Swaminathan underscored that in finance, small compromises can become large losses.

“There will be moments where the easy path is tempting. A shortcut in due diligence; A small compromise on disclosure; A “temporary” relaxation of standards; or A target that encourages aggressive sales. These compromises may look small in the moment, but they compound,” he cautioned.

He emphasised that finance needs numbers, but more importantly, it also needs integrity in numbers.

“In the age of dashboards and AI, it is easy to forget that accounting is a discipline of clarity.

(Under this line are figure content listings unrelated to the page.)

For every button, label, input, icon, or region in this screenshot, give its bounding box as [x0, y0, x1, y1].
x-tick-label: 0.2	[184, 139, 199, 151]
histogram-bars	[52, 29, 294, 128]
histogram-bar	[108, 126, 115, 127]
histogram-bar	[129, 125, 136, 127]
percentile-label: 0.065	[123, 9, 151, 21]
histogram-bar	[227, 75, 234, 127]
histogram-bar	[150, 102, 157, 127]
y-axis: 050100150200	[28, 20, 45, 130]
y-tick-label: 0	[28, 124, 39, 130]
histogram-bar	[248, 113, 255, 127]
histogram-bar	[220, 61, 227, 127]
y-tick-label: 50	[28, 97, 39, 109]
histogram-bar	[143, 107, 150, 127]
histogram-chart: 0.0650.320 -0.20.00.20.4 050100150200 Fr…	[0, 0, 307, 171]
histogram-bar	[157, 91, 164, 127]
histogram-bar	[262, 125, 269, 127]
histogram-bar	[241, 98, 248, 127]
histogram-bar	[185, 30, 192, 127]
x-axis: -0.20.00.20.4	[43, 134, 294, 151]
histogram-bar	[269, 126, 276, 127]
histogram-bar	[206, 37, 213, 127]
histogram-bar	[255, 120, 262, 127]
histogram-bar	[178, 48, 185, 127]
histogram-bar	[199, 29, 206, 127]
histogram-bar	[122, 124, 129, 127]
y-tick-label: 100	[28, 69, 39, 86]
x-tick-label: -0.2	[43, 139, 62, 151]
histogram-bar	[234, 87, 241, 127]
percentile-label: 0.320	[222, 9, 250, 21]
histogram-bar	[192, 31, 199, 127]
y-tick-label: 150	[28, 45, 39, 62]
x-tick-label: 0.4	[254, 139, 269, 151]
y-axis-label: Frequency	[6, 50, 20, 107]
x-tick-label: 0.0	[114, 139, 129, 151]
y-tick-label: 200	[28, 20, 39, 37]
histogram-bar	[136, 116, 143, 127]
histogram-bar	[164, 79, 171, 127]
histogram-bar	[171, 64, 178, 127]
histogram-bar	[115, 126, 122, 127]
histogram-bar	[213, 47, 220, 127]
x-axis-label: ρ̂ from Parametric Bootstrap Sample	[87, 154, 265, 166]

It forces us to recognise losses, admit uncertainty, value assets prudently, and explain performance in a way that others can rely on,” he added

“In many organisations, the true difference between a good institution and a weak one is not how fast it grows, but how truthfully it measures itself,” he said.

The Deputy Governor observed that many problems in finance start small, sometimes, quite literally, in the ‘small print’.

“A fee not explained clearly; A clause buried in the terms; A loan that is easy to take but hard to repay; or A product sold to meet a target, not to meet a need,” he said.

“Over time, these small problems become big issues. They show up as complaints, disputes, defaults, and customer harm,” he said.

Therefore, finance professionals should endeavour to design and sell products that are suitable, transparent, and fair. The best leaders prevent harm before it occurs. They do not wait for problems to become headlines.